At the suggestion of his entrepreneur and friend Schikaneder, who wanted to improve his shaky affairs by staging an opera on a fabulously magical plot, Mozart began work on the "Magic Flute".
Schikaneder, creating the libretto of the opera, used Wieland's fairy tale poem "Lulu".
This opera is a philosophical fairy tale; the images of light and darkness are vividly contrasted in the music, the feelings of Tamino and Pamina who love each other are subtly expressed psychologically; the simple - minded and comedic images of Papageno and Papagena - genuine characters of the Austrian German folk theater are no less vivid.
So the characters of the fairy tale become living people, endowed with certain individual traits.
The premiere of The Magic Flute took place shortly before Mozart's death.
Even before the end of the opera, Mozart received an order for a Requiem under rather strange circumstances that seemed mysterious for a long time.
A man dressed in black came to him, ordered a Requiem and disappeared.
Mozart never saw him again.
This visit made an overwhelming impression on him: having long been feeling unwell, Mozart perceived this call to the funeral mass as a prophecy of his near death.
Later, all this was explained: the strange visitor turned out to be a servant of Count Walzegg zu Stuppach, who used to order various works of composers in need, buy them for a song and publish them under his own name.
He was going to do the same with Mozart's Requiem.
With feverish haste, Mozart began to write the Requiem - his last work composing it simultaneously with the "Magic Flute".
The composer did not manage to finish the Requiem: work on this great work was interrupted by death.
He finished it using the remaining sketches and rough recordings, a student of Mozart, Susmayer.
The requiem, written in the traditional Latin text of the requiem mass, goes beyond the scope of the liturgical cult.
Through the means of a choir, a vocal quartet and a symphony orchestra, Mozart embodies the deepest world of human feelings and experiences: The drama of spiritual conflicts, the spontaneous, grandiose picture of the Last Judgment, great grief and grief for lost loved ones, love and faith in a person.
Mozart died on the night of December 4 to December 5, 1791 (at the thirty sixth year of his life).

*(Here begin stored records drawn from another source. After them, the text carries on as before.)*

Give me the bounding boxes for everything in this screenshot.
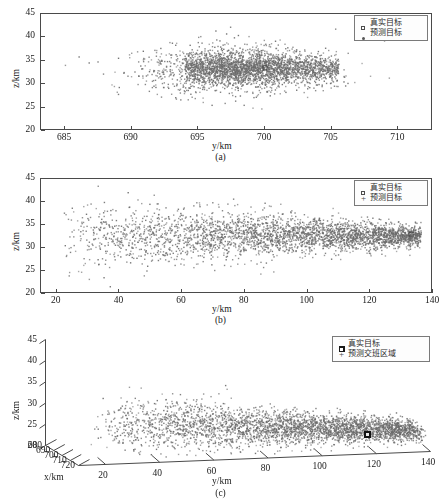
y-tick-mark [41, 247, 45, 248]
panel-c-y-tick-label: 100 [313, 462, 327, 472]
panel-c-legend-label-0: 真实目标 [348, 339, 380, 349]
plus-icon: + [358, 193, 369, 203]
panel-c-y-axis-label: y/km [212, 477, 232, 487]
y-tick-label: 20 [26, 125, 36, 135]
y-tick-mark [41, 83, 45, 84]
panel-a-legend-label-1: 预测目标 [370, 28, 402, 38]
panel-a-y-axis-label: z/km [12, 69, 22, 88]
x-tick-mark [264, 126, 265, 130]
panel-a-legend-label-0: 真实目标 [370, 18, 402, 28]
x-tick-mark [307, 289, 308, 293]
x-tick-label: 700 [257, 133, 271, 143]
y-tick-mark [41, 270, 45, 271]
panel-b-legend-label-1: 预测目标 [370, 193, 402, 203]
x-tick-mark [56, 289, 57, 293]
panel-a-caption: (a) [0, 152, 441, 162]
panel-b-legend-row-0: 真实目标 [358, 183, 423, 193]
panel-c-z-tick-label: 30 [28, 399, 38, 409]
panel-c-y-tick-label: 140 [421, 458, 435, 468]
y-tick-label: 25 [26, 102, 36, 112]
panel-c-legend-row-0: 真实目标 [336, 339, 425, 349]
y-tick-mark [41, 107, 45, 108]
x-tick-mark [369, 289, 370, 293]
x-tick-label: 100 [299, 296, 313, 306]
x-tick-mark [131, 126, 132, 130]
y-tick-mark [41, 130, 45, 131]
x-tick-label: 695 [190, 133, 204, 143]
y-tick-mark [41, 201, 45, 202]
panel-c-z-tick-label: 35 [28, 378, 38, 388]
panel-a-legend: 真实目标 预测目标 [354, 15, 428, 41]
panel-b-legend-label-0: 真实目标 [370, 183, 402, 193]
y-tick-mark [41, 293, 45, 294]
x-tick-label: 120 [362, 296, 376, 306]
y-tick-mark [41, 13, 45, 14]
y-tick-label: 45 [26, 173, 36, 183]
panel-c-y-tick-label: 20 [98, 471, 108, 481]
panel-c-x-tick-label: 720 [61, 461, 75, 471]
panel-c-z-axis-label: z/km [12, 401, 22, 420]
x-tick-mark [244, 289, 245, 293]
x-tick-label: 140 [425, 296, 439, 306]
x-tick-label: 60 [176, 296, 186, 306]
x-tick-label: 685 [57, 133, 71, 143]
panel-c-y-tick-label: 120 [367, 460, 381, 470]
y-tick-label: 35 [26, 219, 36, 229]
y-tick-label: 35 [26, 55, 36, 65]
panel-b-legend: 真实目标 + 预测目标 [354, 180, 428, 206]
y-tick-label: 45 [26, 8, 36, 18]
x-tick-label: 40 [114, 296, 124, 306]
panel-a-x-axis-label: y/km [212, 142, 232, 152]
panel-b-legend-row-1: + 预测目标 [358, 193, 423, 203]
panel-c-y-tick-label: 60 [207, 467, 217, 477]
figure-scatter-panels: z/km y/km (a) 真实目标 预测目标 6856906957007057… [0, 0, 441, 501]
x-tick-mark [331, 126, 332, 130]
x-tick-mark [118, 289, 119, 293]
y-tick-label: 30 [26, 242, 36, 252]
panel-a-legend-row-0: 真实目标 [358, 18, 423, 28]
panel-c-y-tick-label: 80 [261, 464, 271, 474]
panel-c-legend-label-1: 预测交班区域 [348, 349, 396, 359]
y-tick-mark [41, 36, 45, 37]
y-tick-label: 25 [26, 265, 36, 275]
x-tick-mark [64, 126, 65, 130]
panel-c-legend-row-1: + 预测交班区域 [336, 349, 425, 359]
y-tick-label: 40 [26, 32, 36, 42]
panel-c-z-tick-label: 45 [28, 335, 38, 345]
panel-b-x-axis-label: y/km [212, 305, 232, 315]
x-tick-mark [397, 126, 398, 130]
panel-c-legend: 真实目标 + 预测交班区域 [332, 336, 430, 362]
y-tick-label: 40 [26, 196, 36, 206]
y-tick-mark [41, 178, 45, 179]
panel-c: z/km x/km y/km (c) 真实目标 + 预测交班区域 2025303… [0, 325, 441, 501]
panel-b-y-axis-label: z/km [12, 232, 22, 251]
x-tick-mark [197, 126, 198, 130]
x-tick-label: 710 [390, 133, 404, 143]
plus-icon: + [336, 349, 347, 359]
panel-c-y-tick-label: 40 [152, 469, 162, 479]
y-tick-label: 20 [26, 288, 36, 298]
panel-c-caption: (c) [0, 488, 441, 498]
panel-c-z-tick-label: 25 [28, 420, 38, 430]
x-tick-label: 80 [239, 296, 249, 306]
y-tick-mark [41, 224, 45, 225]
x-tick-label: 705 [324, 133, 338, 143]
x-tick-mark [432, 289, 433, 293]
x-tick-mark [181, 289, 182, 293]
y-tick-mark [41, 60, 45, 61]
panel-c-true-target-marker [364, 431, 371, 438]
panel-a: z/km y/km (a) 真实目标 预测目标 6856906957007057… [0, 0, 441, 165]
y-tick-label: 30 [26, 78, 36, 88]
panel-c-x-axis-label: x/km [44, 473, 64, 483]
panel-b: z/km y/km (b) 真实目标 + 预测目标 20406080100120… [0, 165, 441, 325]
x-tick-label: 20 [51, 296, 61, 306]
x-tick-label: 690 [124, 133, 138, 143]
panel-b-caption: (b) [0, 315, 441, 325]
panel-a-legend-row-1: 预测目标 [358, 28, 423, 38]
panel-c-z-tick-label: 40 [28, 356, 38, 366]
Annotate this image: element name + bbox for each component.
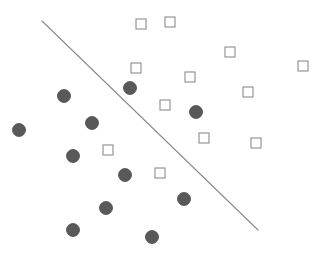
data-point-circle xyxy=(124,82,137,95)
data-point-circle xyxy=(67,224,80,237)
data-point-circle xyxy=(13,124,26,137)
data-point-circle xyxy=(58,90,71,103)
data-point-circle xyxy=(146,231,159,244)
data-point-circle xyxy=(100,202,113,215)
data-point-circle xyxy=(178,193,191,206)
data-point-circle xyxy=(119,169,132,182)
data-point-circle xyxy=(190,106,203,119)
scatter-plot-figure xyxy=(0,0,322,255)
data-point-circle xyxy=(67,150,80,163)
plot-background xyxy=(0,0,322,255)
data-point-circle xyxy=(86,117,99,130)
plot-canvas xyxy=(0,0,322,255)
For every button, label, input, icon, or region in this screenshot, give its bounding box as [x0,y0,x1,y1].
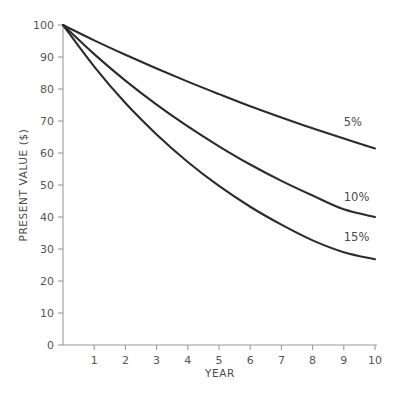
present-value-chart: 0102030405060708090100 12345678910 5%10%… [0,0,406,396]
y-tick-label: 0 [47,339,54,352]
x-tick-label: 7 [278,354,285,367]
x-tick-label: 5 [216,354,223,367]
y-axis-ticks [58,25,63,345]
y-tick-label: 90 [40,51,54,64]
series-labels: 5%10%15% [344,115,370,244]
y-axis-tick-labels: 0102030405060708090100 [33,19,54,352]
series-label-15pct: 15% [344,230,370,244]
x-tick-label: 10 [368,354,382,367]
x-tick-label: 1 [91,354,98,367]
x-tick-label: 6 [247,354,254,367]
y-tick-label: 40 [40,211,54,224]
series-label-10pct: 10% [344,190,370,204]
series-curve-15pct [63,25,375,259]
y-axis-title: PRESENT VALUE ($) [17,129,29,242]
y-tick-label: 10 [40,307,54,320]
y-tick-label: 50 [40,179,54,192]
y-axis: 0102030405060708090100 [33,19,63,352]
y-tick-label: 20 [40,275,54,288]
y-tick-label: 100 [33,19,54,32]
x-axis: 12345678910 [63,345,382,367]
series-curves [63,25,375,259]
series-curve-10pct [63,25,375,217]
series-label-5pct: 5% [344,115,362,129]
x-tick-label: 9 [340,354,347,367]
y-tick-label: 60 [40,147,54,160]
x-axis-title: YEAR [204,367,235,379]
x-axis-ticks [94,345,375,350]
x-tick-label: 8 [309,354,316,367]
x-tick-label: 3 [153,354,160,367]
x-axis-tick-labels: 12345678910 [91,354,382,367]
x-tick-label: 2 [122,354,129,367]
y-tick-label: 80 [40,83,54,96]
y-tick-label: 70 [40,115,54,128]
y-tick-label: 30 [40,243,54,256]
x-tick-label: 4 [184,354,191,367]
chart-canvas: 0102030405060708090100 12345678910 5%10%… [0,0,406,396]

A few hours before his death, he was humming Papageno's song "I am a Bird Catcher Known to everyone" from The Magic Flute.
The cause of Mozart's death is still a subject of controversy.
The famous legend about the poisoning of Mozart by the composer Salieri is still supported by some musicologists.
But there is no documentary evidence of this version.
Mozart's funeral took place under tragic circumstances.
Due to the lack of money from his orphaned family, the great composer was buried not in a separate, but in a common grave.
The exact place of burial is still unknown.